- Exercise prompt
Below are some records. Copy every line in them that holds "size".

--- START ---

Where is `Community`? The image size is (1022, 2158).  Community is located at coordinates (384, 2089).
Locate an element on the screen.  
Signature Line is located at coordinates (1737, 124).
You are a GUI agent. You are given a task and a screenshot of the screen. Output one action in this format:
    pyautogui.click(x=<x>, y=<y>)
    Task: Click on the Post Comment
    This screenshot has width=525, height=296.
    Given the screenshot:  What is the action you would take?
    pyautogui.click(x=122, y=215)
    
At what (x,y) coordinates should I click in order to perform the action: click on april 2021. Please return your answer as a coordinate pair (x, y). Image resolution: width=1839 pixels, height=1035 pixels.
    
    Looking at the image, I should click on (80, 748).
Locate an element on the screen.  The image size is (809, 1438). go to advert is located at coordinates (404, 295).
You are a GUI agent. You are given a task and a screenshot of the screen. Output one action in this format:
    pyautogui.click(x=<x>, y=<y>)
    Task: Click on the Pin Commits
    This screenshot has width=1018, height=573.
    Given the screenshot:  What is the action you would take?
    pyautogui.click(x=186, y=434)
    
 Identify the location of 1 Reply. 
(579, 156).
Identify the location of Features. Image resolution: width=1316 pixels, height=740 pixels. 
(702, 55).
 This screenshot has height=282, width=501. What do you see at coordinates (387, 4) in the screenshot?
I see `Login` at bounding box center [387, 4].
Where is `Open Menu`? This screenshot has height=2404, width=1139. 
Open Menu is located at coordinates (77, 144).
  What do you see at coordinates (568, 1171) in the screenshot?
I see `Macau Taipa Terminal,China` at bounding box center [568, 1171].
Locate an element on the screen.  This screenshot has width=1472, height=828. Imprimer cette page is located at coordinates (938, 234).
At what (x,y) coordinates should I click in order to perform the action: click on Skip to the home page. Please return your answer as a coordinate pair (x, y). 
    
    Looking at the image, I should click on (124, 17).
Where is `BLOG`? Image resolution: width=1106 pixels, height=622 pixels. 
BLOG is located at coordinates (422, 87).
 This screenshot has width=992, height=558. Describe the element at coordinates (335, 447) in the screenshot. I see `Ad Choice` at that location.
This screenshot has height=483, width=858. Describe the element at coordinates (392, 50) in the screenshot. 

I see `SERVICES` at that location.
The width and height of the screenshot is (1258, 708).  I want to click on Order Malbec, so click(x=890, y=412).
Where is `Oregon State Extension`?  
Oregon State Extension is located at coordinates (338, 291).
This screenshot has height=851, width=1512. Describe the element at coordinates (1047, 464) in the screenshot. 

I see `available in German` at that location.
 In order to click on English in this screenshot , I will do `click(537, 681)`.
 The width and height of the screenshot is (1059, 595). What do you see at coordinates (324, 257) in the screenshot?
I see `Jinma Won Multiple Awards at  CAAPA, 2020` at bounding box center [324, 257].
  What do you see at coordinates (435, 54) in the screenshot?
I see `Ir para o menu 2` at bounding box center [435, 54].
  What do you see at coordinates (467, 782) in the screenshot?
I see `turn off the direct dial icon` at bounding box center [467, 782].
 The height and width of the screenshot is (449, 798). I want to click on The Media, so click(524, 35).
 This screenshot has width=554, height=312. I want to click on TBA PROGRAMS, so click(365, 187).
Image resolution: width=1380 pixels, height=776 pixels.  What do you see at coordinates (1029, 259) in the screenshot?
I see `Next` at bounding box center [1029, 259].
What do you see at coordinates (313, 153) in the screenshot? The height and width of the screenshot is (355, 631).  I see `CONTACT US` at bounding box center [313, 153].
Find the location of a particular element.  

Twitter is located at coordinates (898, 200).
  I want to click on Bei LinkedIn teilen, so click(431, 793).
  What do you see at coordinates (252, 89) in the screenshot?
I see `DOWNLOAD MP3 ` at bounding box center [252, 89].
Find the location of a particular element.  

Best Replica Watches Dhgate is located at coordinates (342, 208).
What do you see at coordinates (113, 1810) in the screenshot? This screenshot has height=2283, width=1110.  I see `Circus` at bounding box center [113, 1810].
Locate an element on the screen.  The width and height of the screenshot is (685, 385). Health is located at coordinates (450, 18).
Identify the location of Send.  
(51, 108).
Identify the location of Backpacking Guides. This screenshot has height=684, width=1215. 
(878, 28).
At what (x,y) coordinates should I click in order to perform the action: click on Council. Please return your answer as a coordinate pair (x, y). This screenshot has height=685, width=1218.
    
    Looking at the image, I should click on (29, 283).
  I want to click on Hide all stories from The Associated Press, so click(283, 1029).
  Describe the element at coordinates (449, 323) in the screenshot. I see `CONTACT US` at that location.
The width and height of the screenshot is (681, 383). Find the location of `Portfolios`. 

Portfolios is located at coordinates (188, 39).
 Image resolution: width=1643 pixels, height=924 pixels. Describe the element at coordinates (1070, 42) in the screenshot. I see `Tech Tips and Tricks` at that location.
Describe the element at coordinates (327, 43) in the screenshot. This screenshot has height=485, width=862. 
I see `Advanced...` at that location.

--- END ---

- Written answer
Where is `Community`? The image size is (1022, 2158).  Community is located at coordinates (384, 2089).
Locate an element on the screen.  The image size is (809, 1438). go to advert is located at coordinates (404, 295).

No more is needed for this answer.